Quotes of All Topics . Occasions . Authors
I remember Nigel Martyn joking with me at Leeds, saying he was old enough to be my father, which he certainly was.
My father was a ham radio geek, and I remember the glow of the vacuum tubes from a Hammarlund receiver that became a hand-me-down to me.
I remember having mice in the house and my father taking some newspaper and beating me because mice was running on me while I was asleep.
I don't remember my father reading to me, but I remember him telling me bedtime stories. I got to pick what was in them, and then he'd make them up.
My father never played with me. I can remember my father picking me up - once. I can remember my father telling me behind a closed door that he loved me - once.
My father brought me a box of books once when I was about three and a half or four. I remember the carton they were in and the covers with illustrations by Newell C. Wyeth.
The first job I had was a Pampers commercial. And I used to go with my father whenever he would do a performance. I remember clinging to his legs, saying, 'Please. Take me with you.'
You have to remember that in the microcosm of Cincinnati, Ohio, through northern Kentucky, my father was a big star, still is. So that made my sister and me really visible. Everybody knew us, talked about us.
I remember being taken to visit houses by my father, who then tested my powers of observation by expecting me to describe the things I had seen... Unusual furniture always seemed easier to remember than other things.
I remember the bad times as a succession of painful emotional snapshots: Me walking into the library at 24 Sussex, seeing my mother in tears, and hearing her talk about leaving while my father stood facing her, stern and ashen.
Comedy chose me. I always had this urge to be silly that I couldn't control. I remember my father having me read 'The Three Little Pigs' to him, and I would improv all around the story, like when one pig's house got blown over, he put on his gym shoes and took off.
I grew up in a completely bookless household. It was my father's boast that he had never read a book from end to end. I don't remember any of his ladies being bookish. So I was entirely dependent on my schoolteachers for my early reading with the exception of 'The Wind in the Willows,' which a stepmother read to me when I was in hospital.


What the task requires: Check every line of the data for the string "numerator" and copy the ones that have it.

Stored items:
━━━━━━━━━━━━━━━━━━━━━━━━━━━━━━
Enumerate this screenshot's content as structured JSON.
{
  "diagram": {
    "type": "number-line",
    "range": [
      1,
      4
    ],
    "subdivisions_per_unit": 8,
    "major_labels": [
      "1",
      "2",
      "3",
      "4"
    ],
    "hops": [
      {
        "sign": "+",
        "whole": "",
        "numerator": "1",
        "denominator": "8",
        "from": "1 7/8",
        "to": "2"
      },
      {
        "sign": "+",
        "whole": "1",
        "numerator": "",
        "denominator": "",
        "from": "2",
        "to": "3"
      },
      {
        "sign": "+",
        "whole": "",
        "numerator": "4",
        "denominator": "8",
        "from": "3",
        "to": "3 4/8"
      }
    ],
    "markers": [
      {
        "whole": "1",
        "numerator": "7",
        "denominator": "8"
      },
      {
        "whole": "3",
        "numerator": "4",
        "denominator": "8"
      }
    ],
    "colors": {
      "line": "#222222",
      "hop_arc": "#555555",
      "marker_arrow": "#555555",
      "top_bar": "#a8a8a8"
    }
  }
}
━━━━━━━━━━━━━━━━━━━━━━━━━━━━━━
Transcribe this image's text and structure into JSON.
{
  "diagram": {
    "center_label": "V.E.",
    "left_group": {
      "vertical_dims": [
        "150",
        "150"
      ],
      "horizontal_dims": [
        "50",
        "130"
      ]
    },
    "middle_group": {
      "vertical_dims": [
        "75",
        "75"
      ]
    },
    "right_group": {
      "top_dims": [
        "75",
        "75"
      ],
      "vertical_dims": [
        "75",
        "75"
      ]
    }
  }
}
━━━━━━━━━━━━━━━━━━━━━━━━━━━━━━
Exercise result:
        "numerator": "1",
        "numerator": "",
        "numerator": "4",
        "numerator": "7",
        "numerator": "4",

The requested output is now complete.